Checkpoint-GCG: Auditing and Attacking Fine-Tuning-Based Prompt Injection Defenses
Xiaoxue Yang, Bozhidar Stevanoski, Matthieu Meeus, Yves-Alexandre de Montjoye
TL;DR
This work tackles prompt-injection vulnerabilities in large language models (LLMs) that are hardened with fine-tuning-based defenses. It introduces Checkpoint-GCG, a white-box attack that exploits intermediate fine-tuning checkpoints to progressively improve adversarial suffixes, including a universal suffix capable of attacking unseen prompts and transferring to similar models. The method demonstrates strong effectiveness, achieving up to $96\%$ ASR against SecAlign and $89.9\%$ ASR for universal suffixes on unseen prompts, along with notable transferability to Meta-SecAlign-8B (e.g., $63.9\%$ ASR in black-box and $78.3\%$ in white-box). These results reveal robustness gaps in current defenses and provide an auditing tool to stress-test defenses before deployment, highlighting practical risks and motivating stronger, more transferable defenses in real-world systems. The attack formalism leverages the objective $\max_s \log P_\theta(y^* \mid p || s)$ and leverages gradients to refine $s$, while Checkpoint-GCG propagates safety by exploiting the incremental nature of fine-tuning, suggesting a need for defense strategies that accommodate evolving model parameters across checkpoints.
Abstract
Large language models (LLMs) are increasingly deployed in real-world applications ranging from chatbots to agentic systems, where they are expected to process untrusted data and follow trusted instructions.
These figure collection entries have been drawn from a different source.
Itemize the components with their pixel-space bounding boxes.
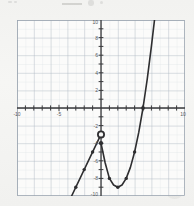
- x-tick-label-10: 10: [180, 112, 186, 117]
- y-tick-label--4: -4: [83, 141, 98, 146]
- open-endpoint-marker: [98, 131, 104, 137]
- y-tick-label--10: -10: [83, 192, 98, 197]
- x-tick-label--10: -10: [13, 112, 20, 117]
- closed-endpoint-marker: [99, 141, 103, 145]
- y-tick-label-4: 4: [83, 70, 98, 75]
- artifact-dot-left2: [14, 1, 17, 3]
- y-tick-label--6: -6: [83, 158, 98, 163]
- graph-svg: [17, 20, 185, 196]
- y-tick-label--2: -2: [83, 123, 98, 128]
- x-tick-label--5: -5: [57, 112, 61, 117]
- y-tick-label--8: -8: [83, 176, 98, 181]
- y-tick-label-6: 6: [83, 53, 98, 58]
- y-tick-label-10: 10: [83, 20, 98, 25]
- coordinate-plane: -10 -5 10 10 8 6 4 2 -2 -4 -6 -8 -10: [17, 20, 185, 196]
- y-tick-label-2: 2: [83, 88, 98, 93]
- artifact-bar: [62, 3, 82, 5]
- artifact-dot-left: [8, 1, 12, 3]
- y-tick-label-8: 8: [83, 35, 98, 40]
- artifact-ghost-text: [6, 7, 188, 15]
- artifact-blob: [88, 0, 94, 6]
- artifact-dot-right: [100, 1, 103, 4]
- top-edge-scan-artifacts: [0, 0, 194, 16]
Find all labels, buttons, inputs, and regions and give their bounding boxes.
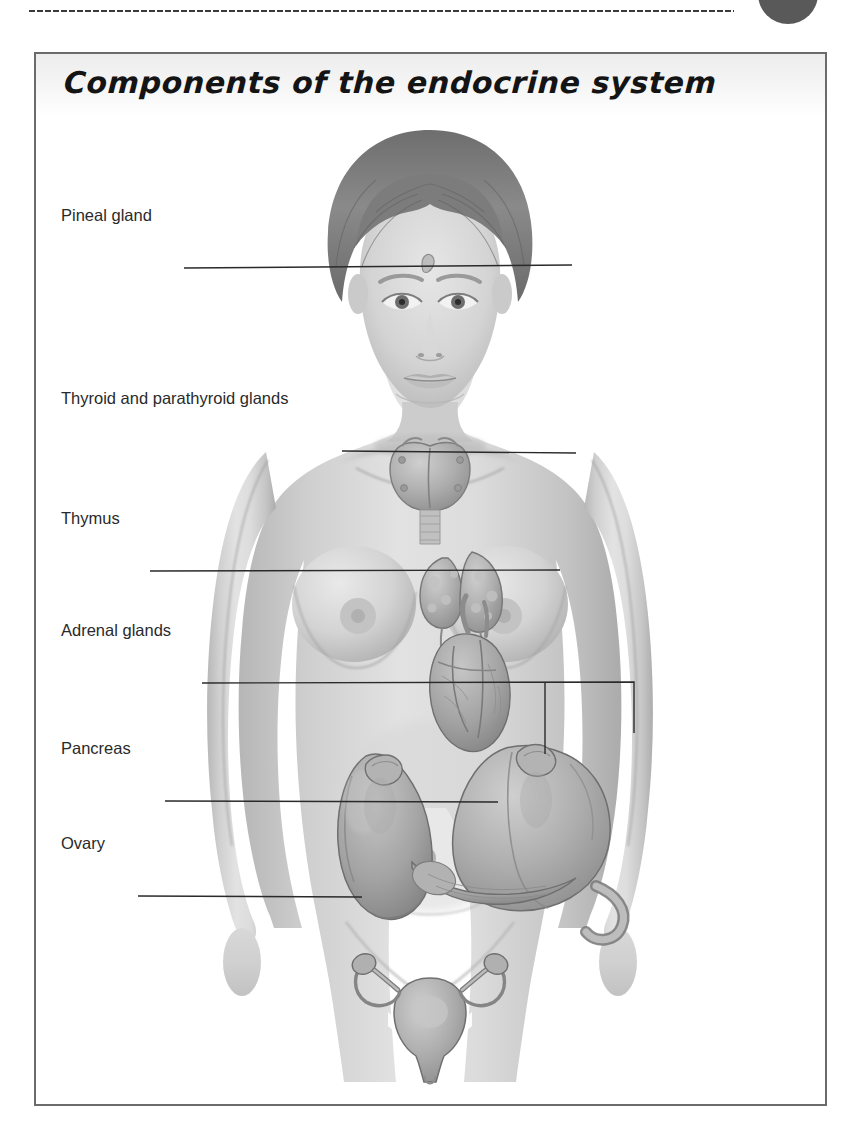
female-endocrine-system-illustration xyxy=(36,116,825,1104)
figure-box: Components of the endocrine system xyxy=(34,52,827,1106)
anatomy-drawing xyxy=(36,116,825,1104)
parathyroid-lower-left xyxy=(401,485,408,492)
label-pancreas: Pancreas xyxy=(61,740,131,757)
label-ovary: Ovary xyxy=(61,835,105,852)
label-thymus: Thymus xyxy=(61,510,120,527)
label-adrenal-glands: Adrenal glands xyxy=(61,622,171,639)
left-hand xyxy=(223,928,261,996)
figure-title-band: Components of the endocrine system xyxy=(36,54,825,116)
uterus xyxy=(394,978,466,1082)
parathyroid-lower-right xyxy=(455,485,462,492)
figure-title: Components of the endocrine system xyxy=(63,65,718,100)
dotted-rule-decoration xyxy=(28,9,734,13)
parathyroid-upper-left xyxy=(399,457,406,464)
label-thyroid-and-parathyroid: Thyroid and parathyroid glands xyxy=(61,390,288,407)
page-corner-circle-decoration xyxy=(758,0,818,24)
parathyroid-upper-right xyxy=(457,457,464,464)
label-pineal-gland: Pineal gland xyxy=(61,207,152,224)
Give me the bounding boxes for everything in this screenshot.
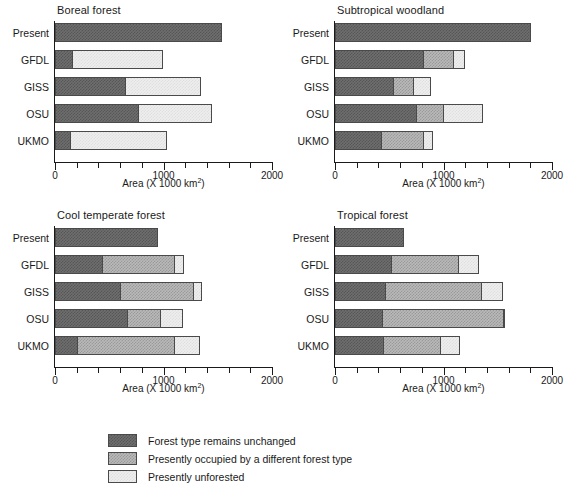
x-axis-minor-tick bbox=[400, 368, 401, 373]
legend-item-different: Presently occupied by a different forest… bbox=[108, 450, 508, 467]
bar-segment bbox=[55, 23, 222, 42]
x-axis-minor-tick bbox=[422, 163, 423, 168]
category-label: GFDL bbox=[21, 259, 49, 271]
x-axis-major-tick bbox=[272, 163, 273, 170]
stacked-bar bbox=[335, 309, 505, 328]
x-axis-major-tick bbox=[335, 368, 336, 375]
bar-segment bbox=[503, 309, 506, 328]
x-axis-caption-prefix: Area (X 1000 km bbox=[402, 383, 477, 394]
panel-tropical-forest: Tropical forest010002000PresentGFDLGISSO… bbox=[280, 209, 567, 414]
bar-segment bbox=[125, 77, 201, 96]
x-axis-minor-tick bbox=[530, 368, 531, 373]
bar-segment bbox=[381, 131, 423, 150]
x-axis-minor-tick bbox=[378, 368, 379, 373]
bar-segment bbox=[335, 255, 391, 274]
stacked-bar bbox=[55, 104, 212, 123]
x-axis-minor-tick bbox=[229, 368, 230, 373]
x-axis-minor-tick bbox=[357, 163, 358, 168]
bar-segment bbox=[453, 50, 465, 69]
bar-segment bbox=[423, 131, 433, 150]
bar-segment bbox=[55, 228, 158, 247]
stacked-bar bbox=[335, 228, 404, 247]
panel-title: Subtropical woodland bbox=[337, 4, 444, 16]
stacked-bar bbox=[335, 131, 433, 150]
category-label: GFDL bbox=[21, 54, 49, 66]
stacked-bar bbox=[55, 131, 167, 150]
x-axis-major-tick bbox=[55, 368, 56, 375]
category-label: OSU bbox=[26, 313, 49, 325]
stacked-bar bbox=[335, 77, 431, 96]
x-axis-caption-prefix: Area (X 1000 km bbox=[402, 178, 477, 189]
x-axis-minor-tick bbox=[207, 368, 208, 373]
legend-label: Presently unforested bbox=[148, 471, 244, 483]
bar-segment bbox=[72, 50, 163, 69]
x-axis-minor-tick bbox=[250, 368, 251, 373]
bar-segment bbox=[174, 255, 184, 274]
legend-swatch bbox=[108, 434, 137, 447]
category-label: UKMO bbox=[298, 340, 330, 352]
legend-label: Presently occupied by a different forest… bbox=[148, 453, 352, 465]
bar-segment bbox=[160, 309, 183, 328]
x-axis-major-tick bbox=[552, 368, 553, 375]
bar-segment bbox=[413, 77, 431, 96]
legend-item-unchanged: Forest type remains unchanged bbox=[108, 432, 508, 449]
bar-segment bbox=[55, 309, 127, 328]
plot-area: 010002000PresentGFDLGISSOSUUKMO bbox=[335, 226, 552, 366]
stacked-bar bbox=[55, 50, 163, 69]
bar-segment bbox=[335, 50, 423, 69]
category-label: GISS bbox=[24, 286, 49, 298]
bar-segment bbox=[138, 104, 212, 123]
bar-segment bbox=[416, 104, 444, 123]
x-axis-minor-tick bbox=[77, 163, 78, 168]
category-label: Present bbox=[293, 27, 329, 39]
bar-segment bbox=[102, 255, 175, 274]
x-axis-caption: Area (X 1000 km2) bbox=[55, 177, 272, 189]
x-axis-minor-tick bbox=[250, 163, 251, 168]
x-axis-minor-tick bbox=[98, 163, 99, 168]
panel-boreal-forest: Boreal forest010002000PresentGFDLGISSOSU… bbox=[0, 4, 287, 209]
bar-segment bbox=[55, 104, 138, 123]
panel-cool-temperate-forest: Cool temperate forest010002000PresentGFD… bbox=[0, 209, 287, 414]
x-axis-minor-tick bbox=[142, 368, 143, 373]
bar-segment bbox=[391, 255, 457, 274]
bar-segment bbox=[55, 336, 77, 355]
bar-segment bbox=[55, 255, 102, 274]
bar-segment bbox=[77, 336, 174, 355]
plot-area: 010002000PresentGFDLGISSOSUUKMO bbox=[55, 226, 272, 366]
bar-segment bbox=[458, 255, 480, 274]
x-axis-minor-tick bbox=[465, 163, 466, 168]
bar-segment bbox=[385, 282, 481, 301]
x-axis-minor-tick bbox=[422, 368, 423, 373]
panel-title: Boreal forest bbox=[57, 4, 121, 16]
bar-segment bbox=[335, 104, 416, 123]
stacked-bar bbox=[335, 50, 465, 69]
x-axis-major-tick bbox=[55, 163, 56, 170]
bar-segment bbox=[443, 104, 482, 123]
category-label: OSU bbox=[306, 108, 329, 120]
stacked-bar bbox=[335, 104, 483, 123]
bar-segment bbox=[55, 131, 70, 150]
stacked-bar bbox=[55, 282, 202, 301]
panel-grid: Boreal forest010002000PresentGFDLGISSOSU… bbox=[0, 0, 575, 420]
x-axis-minor-tick bbox=[142, 163, 143, 168]
category-label: GISS bbox=[24, 81, 49, 93]
category-label: Present bbox=[293, 232, 329, 244]
x-axis-caption: Area (X 1000 km2) bbox=[335, 382, 552, 394]
bar-segment bbox=[335, 131, 381, 150]
bar-segment bbox=[335, 309, 382, 328]
legend-label: Forest type remains unchanged bbox=[148, 435, 296, 447]
plot-area: 010002000PresentGFDLGISSOSUUKMO bbox=[335, 21, 552, 161]
x-axis-major-tick bbox=[444, 163, 445, 170]
bar-segment bbox=[193, 282, 202, 301]
x-axis-caption: Area (X 1000 km2) bbox=[335, 177, 552, 189]
stacked-bar bbox=[55, 23, 222, 42]
bar-segment bbox=[382, 309, 503, 328]
x-axis-minor-tick bbox=[185, 163, 186, 168]
x-axis-minor-tick bbox=[229, 163, 230, 168]
bar-segment bbox=[55, 282, 120, 301]
stacked-bar bbox=[55, 228, 158, 247]
x-axis-caption-suffix: ) bbox=[201, 383, 204, 394]
stacked-bar bbox=[55, 336, 200, 355]
x-axis-minor-tick bbox=[378, 163, 379, 168]
stacked-bar bbox=[335, 336, 460, 355]
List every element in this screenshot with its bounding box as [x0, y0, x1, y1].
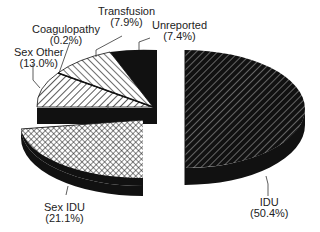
leader-unreported	[139, 38, 150, 50]
label-sex-idu: Sex IDU (21.1%)	[44, 202, 85, 224]
leader-idu	[266, 176, 268, 196]
label-idu-pct: (50.4%)	[250, 208, 289, 219]
label-transfusion: Transfusion (7.9%)	[98, 6, 155, 28]
label-coagulopathy: Coagulopathy (0.2%)	[32, 24, 100, 46]
label-transfusion-pct: (7.9%)	[98, 17, 155, 28]
label-unreported: Unreported (7.4%)	[152, 20, 207, 42]
label-idu: IDU (50.4%)	[250, 197, 289, 219]
label-coagulopathy-pct: (0.2%)	[32, 35, 100, 46]
leader-sex-idu	[66, 186, 68, 195]
label-sex-other: Sex Other (13.0%)	[14, 47, 64, 69]
slice-idu	[185, 50, 305, 185]
label-sex-idu-pct: (21.1%)	[44, 213, 85, 224]
label-unreported-pct: (7.4%)	[152, 31, 207, 42]
slice-sex-idu	[21, 120, 143, 196]
label-sex-other-pct: (13.0%)	[14, 58, 64, 69]
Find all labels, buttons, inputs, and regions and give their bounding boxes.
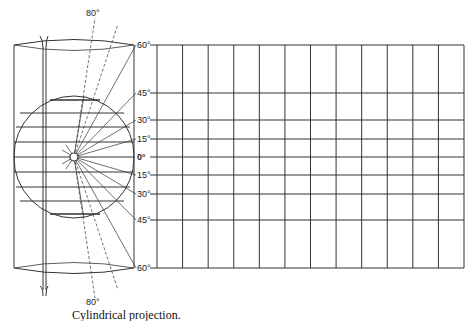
latitude-label: 15° <box>137 170 151 180</box>
projection-grid <box>150 45 464 268</box>
latitude-label: 30° <box>137 115 151 125</box>
bottom-angle-label: 80° <box>86 297 100 307</box>
cylindrical-projection-diagram: 60°45°30°15°0°15°30°45°60° 80° 80° Cylin… <box>0 0 475 321</box>
latitude-label: 0° <box>137 152 146 162</box>
latitude-label: 45° <box>137 88 151 98</box>
latitude-label: 60° <box>137 263 151 273</box>
latitude-label: 15° <box>137 134 151 144</box>
top-angle-label: 80° <box>86 8 100 18</box>
latitude-label: 30° <box>137 189 151 199</box>
cylinder-drawing <box>14 18 136 298</box>
latitude-labels: 60°45°30°15°0°15°30°45°60° <box>137 40 151 273</box>
latitude-label: 60° <box>137 40 151 50</box>
latitude-label: 45° <box>137 215 151 225</box>
caption: Cylindrical projection. <box>72 308 181 321</box>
Failure to distinguish between the two poses significant security risks, exploited by prompt injection attacks, which inject malicious instructions into the data to control model outputs. Model-level defenses have been proposed to mitigate prompt injection attacks. These defenses fine-tune LLMs to ignore injected instructions in untrusted data. We introduce Checkpoint-GCG, a white-box attack against fine-tuning-based defenses. Checkpoint-GCG enhances the Greedy Coordinate Gradient (GCG) attack by leveraging intermediate model checkpoints produced during fine-tuning to initialize GCG, with each checkpoint acting as a stepping stone for the next one to continuously improve attacks. First, we instantiate Checkpoint-GCG to evaluate the robustness of the state-of-the-art defenses in an auditing setup, assuming both (a) full knowledge of the model input and (b) access to intermediate model checkpoints. We show Checkpoint-GCG to achieve up to $96\%$ attack success rate (ASR) against the strongest defense. Second, we relax the first assumption by searching for a universal suffix that would work on unseen inputs, and obtain up to $89.9\%$ ASR against the strongest defense. Finally, we relax both assumptions by searching for a universal suffix that would transfer to similar black-box models and defenses, achieving an ASR of $63.9\%$ against a newly released defended model from Meta.